Study material:
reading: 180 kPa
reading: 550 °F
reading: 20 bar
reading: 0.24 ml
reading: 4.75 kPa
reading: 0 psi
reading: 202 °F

* * *

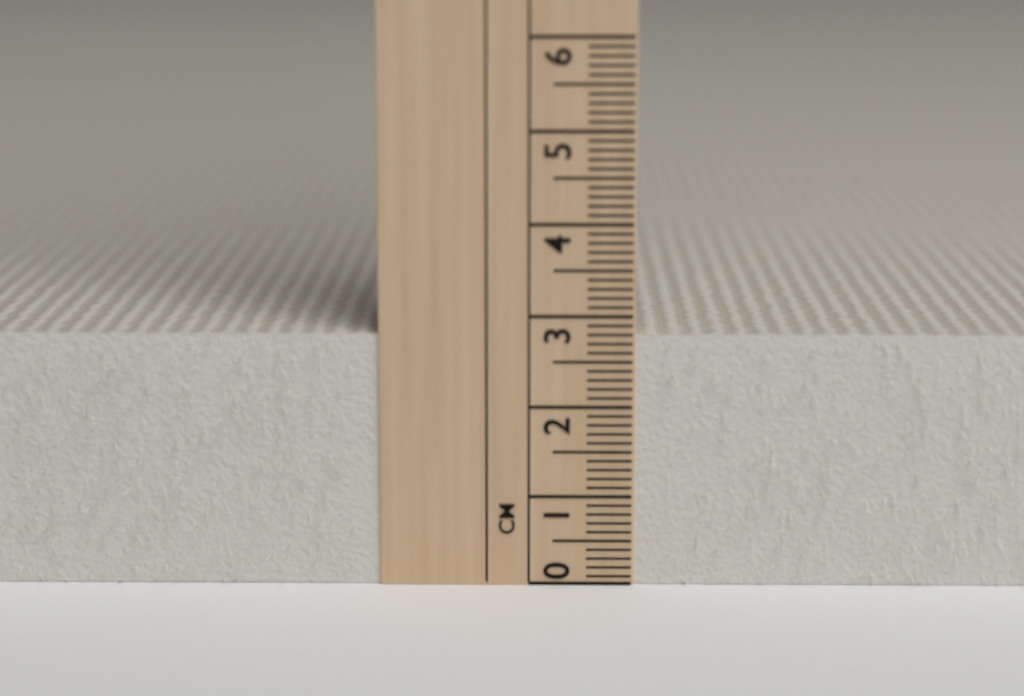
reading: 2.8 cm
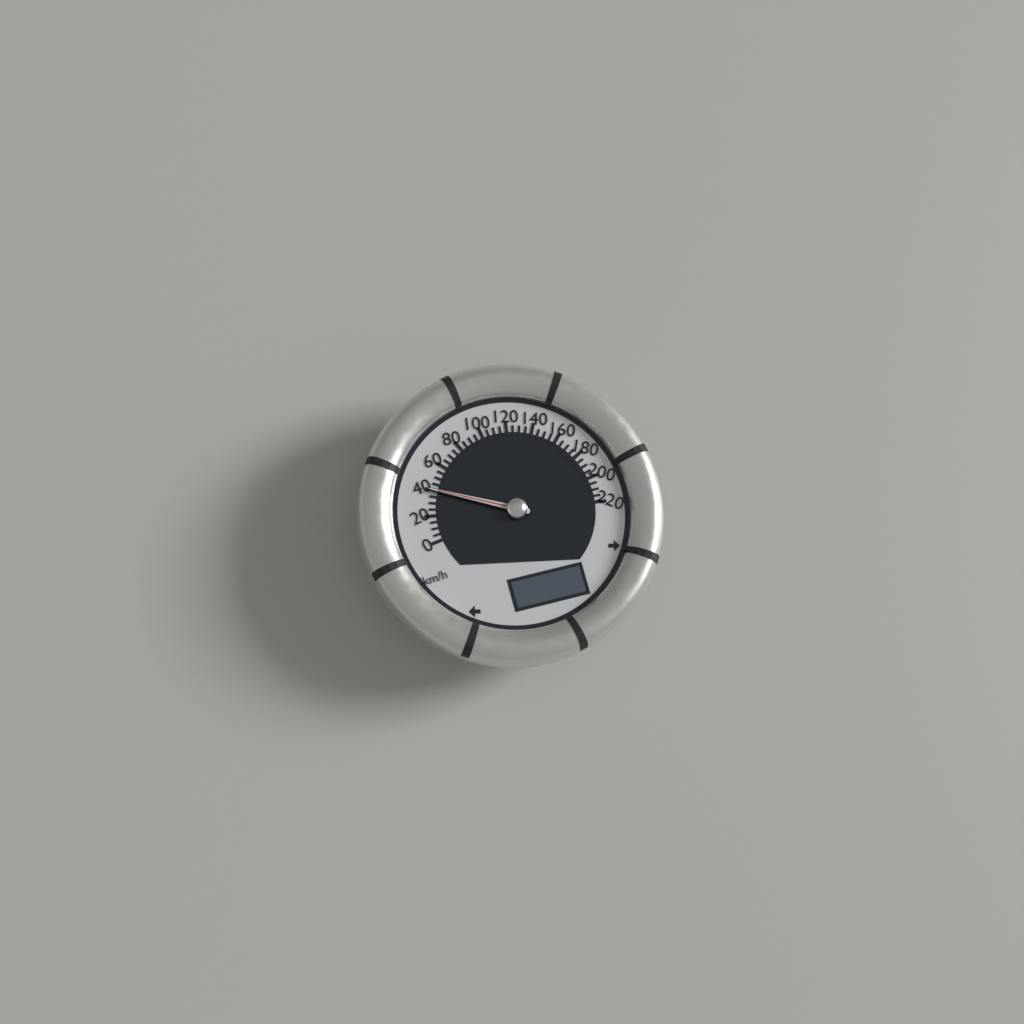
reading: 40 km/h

Your objective: Produce a word-for-word copy of everything above from the line holding "reading: 180 kPa" down to the line holding "reading: 202 °F", with both of those lines kept.

Result of this task:
reading: 180 kPa
reading: 550 °F
reading: 20 bar
reading: 0.24 ml
reading: 4.75 kPa
reading: 0 psi
reading: 202 °F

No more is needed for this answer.